The old model of television is build on what’s called interruptive advertising. In the old days an announcer would cut in to tell you who the show sponsor was that night. Those were quickly replaced by commercials and the commercials themselves were bundled into ad networks. At a certain level, consumers have always resented interruptive advertising and, ever since the MUTE button was invented for the remote control, there’s been a kind of arms race between content providers, who want you to watch commercials, and consumers who don’t.
Providers Have Only Themselves To Blame
When it comes to the death of traditional TV, content providers have only themselves to blame. In the old days, an hour long TV program had 10 minutes of commercials, then it was 15, until today where some content providers are hitting you with a staggering 24:29 of commercial time for every prime time programming hour.
Content providers are going to silly extremes to pack more commercials into an hour of television. Some are compressing the content in subtle ways, speeding up the playback to allow more commercial time. With that kind of stupidity rampant in the industry, it’s little wonder why services like commercial free Netflix are exploding in popularity.
Reality TV and Late Night TV The Biggest Offenders
Unscripted reality TV has an average of 19:16 per hour of brand appearances compared to just 5:31 for scripted programming, like sitcoms and dramas. Late night television was the worst offender with a combined 29:40 of brand appearances and commercials. That means half of the time you’re watching late night TV, you’re watching an ad. Many channels have just dropped the pretext of offering programming altogether and simply list Paid Programming for large portions of their nighttime programming.
TV Death Watch
Wall Street analysts are starting to tell their clients that ad-supported TV, at least in the U.S., is “structurally impaired” when it comes to value. That lost value is never expected to come back.

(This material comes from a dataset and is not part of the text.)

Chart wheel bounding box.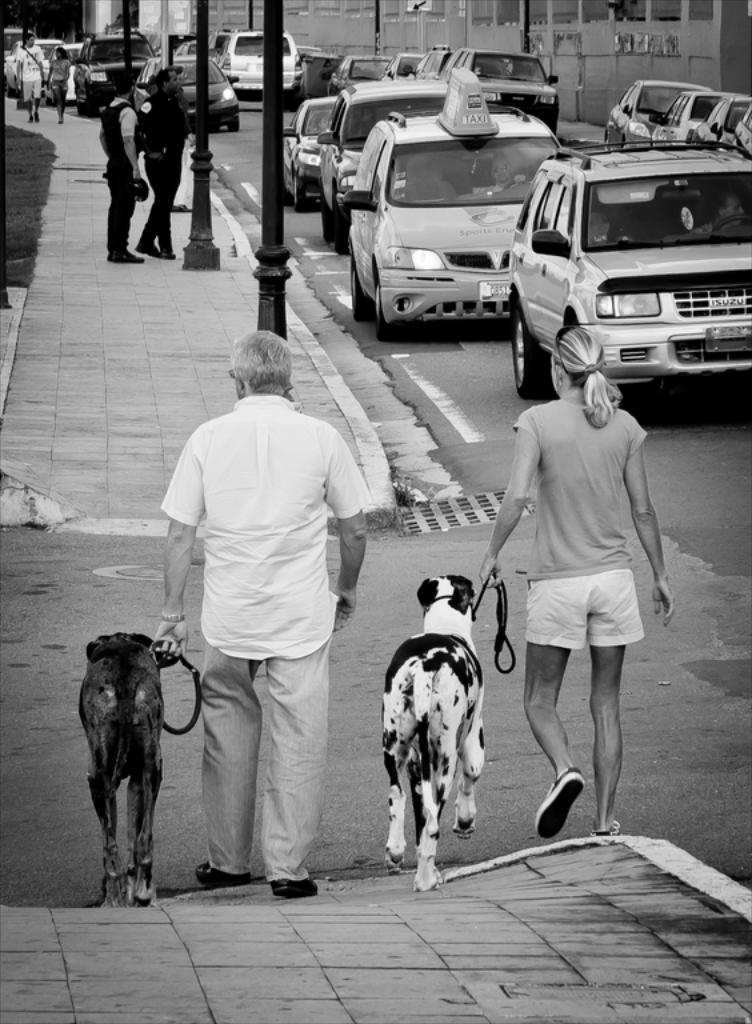
Charted: bbox(711, 216, 751, 228).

Investors Won’t Hang On To The Bitter End
One truth about corporate finances that seems to escape many is that sales don’t have to plunge to zero before a company or enterprise goes out of business. Sometimes all it takes is a decline of 5%-10% in revenue to kick off the downward slide.
What’s been keeping your local broadcast TV stations in business are affiliate fees, which are fees the cable company pays to include their station, which are then passed on to you. Affiliate fees and the local news are all that’s keeping your local stations on the air and analysts believe they too will start folding up.
The internet is changing how we get content and it’s probably time for the old interruptive model, which no one really liked anyway, to die. Farewell, old TV model.